Janalisa and I went for a walk yesterday. We weren’t complaining, though we were both feeling slightly fraught over our respective workloads. Janalisa has house guests coming, and of course I have lots of work. I added a new six-month-two-hours-a-week guy, and I have a lot going on with my regular clients, including getting the client who wants a new page to sign the contract and pay the new designer his deposit so we can actually get her page done. His initial concept mock-up arrived today, and I like it very much.

I toyed with the idea of signing and paying him myself in order to get this going. However, it is not impossible that this client might decide to go in some other direction, and there I’d be. With this client, a regular, I am being paid for the project management tasks. Often I do them for free. I’ve been thinking that I’d like to change that, and I have another project coming up for which I may do exactly that.

Last night in Tuesday Class my friend the B&B owner and I were discussing project management. We were chatting about it sotto voce between hymns and then we got into the study of Deuteronomy and she looked meaningfully at me during a discussion of Moses and Joshua and mouthed, “project management.”

It is possible that this was the first time anyone has considered Deuteronomy as an example of PM.

Anyway, in addition to my regulars and my new guy and a bunch of sites launching or poised to launch and one more pro bono site that I offered to write last August but which is just now getting its contract signed, I also have a bevy of people with whom I’m in correspondence over their jobs: a Portuguese tourism site, a vocal training site, a Venezuelan energy rental site, and a local daycare. So I start my day with a list of five projects to accomplish and finish with… five projects to accomplish. Not the same five projects, but not a completely new list, either.

Maintaining enough availability to keep my regulars taken care of while also courting enough new business to keep me confident of the future is a challenge.

However, now that I no longer have any hope of actually finishing all the projects on the day I schedule them, I may feel more free to leave them alone while I go to the gym. After all, there’s no chance of finishing whether I go to the gym or not. Makes sense?

Janalisa gave me many useful suggestions on following Weight Watchers properly. She is a WW girl herself, and svelte. #1 daughter is a tiny skinny girl who works for Jenny Craig, though I think we all know that she has never tried the program and in fact can rarely manage to get herself up to 100 pounds even with unlimited eating of junk food. I feel that I am getting expert advice. I have exercised, eaten right, and kept track of points every day so far this week. It is of course only Wednesday.

In other news, my husband lost his temper last night. Domestic arrangements chez fibermom have been scanty. He comes home from a ten hour day at the factory and has to clean up the kitchen. I don’t want him to do that, because it is the job of #2 son, but my husband doesn’t like to leave it undone. Nor does he like to do it. #1 son spends most of his day relaxing, so I suggested that he could do a bit more around the house, since the rest of us are working.

He agreed that he probably should, but suggested that there were faults on all sides, since we don’t clean up after ourselves. “Do we have to use that many dishes?” he asked.

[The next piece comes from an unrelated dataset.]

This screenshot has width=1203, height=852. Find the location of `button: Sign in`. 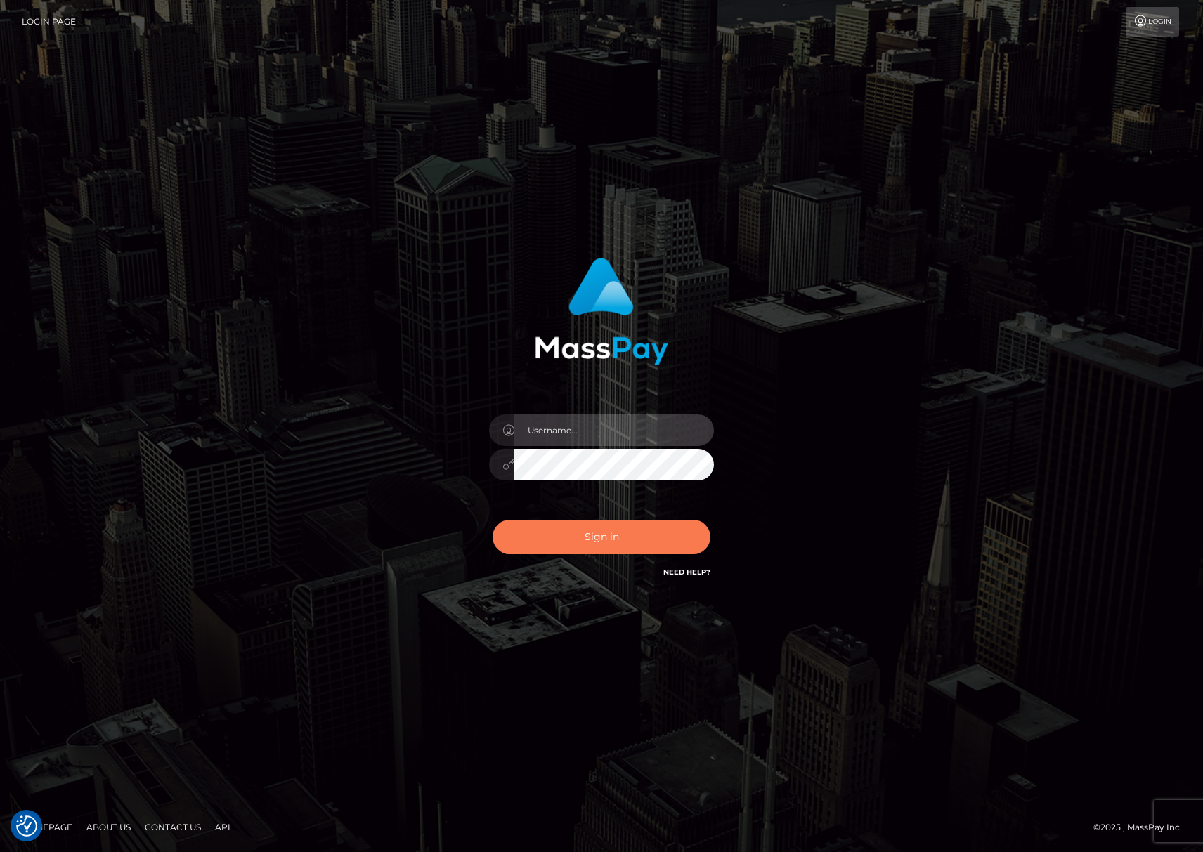

button: Sign in is located at coordinates (601, 537).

My husband agreed that we use too many dishes, and indeed that we own too many dishes, and they “don’t do any good anyway!” Which I take to mean that they fail to fill themselves with tempting foods, so why do we give them houseroom? We then moved on to a discussion of whether it’s better to cook the laundry in the dryer or to set said dryer for a shorter time, thus not shrinking clothes and wasting energy — but also perhaps leaving the clothes damp because of going away and turning on the toggle and forgetting all about said dryer. There was also a discussion about ice cream, but I forget what particular point of ice cream stewardship was involved.

Maybe our house needs a project manager.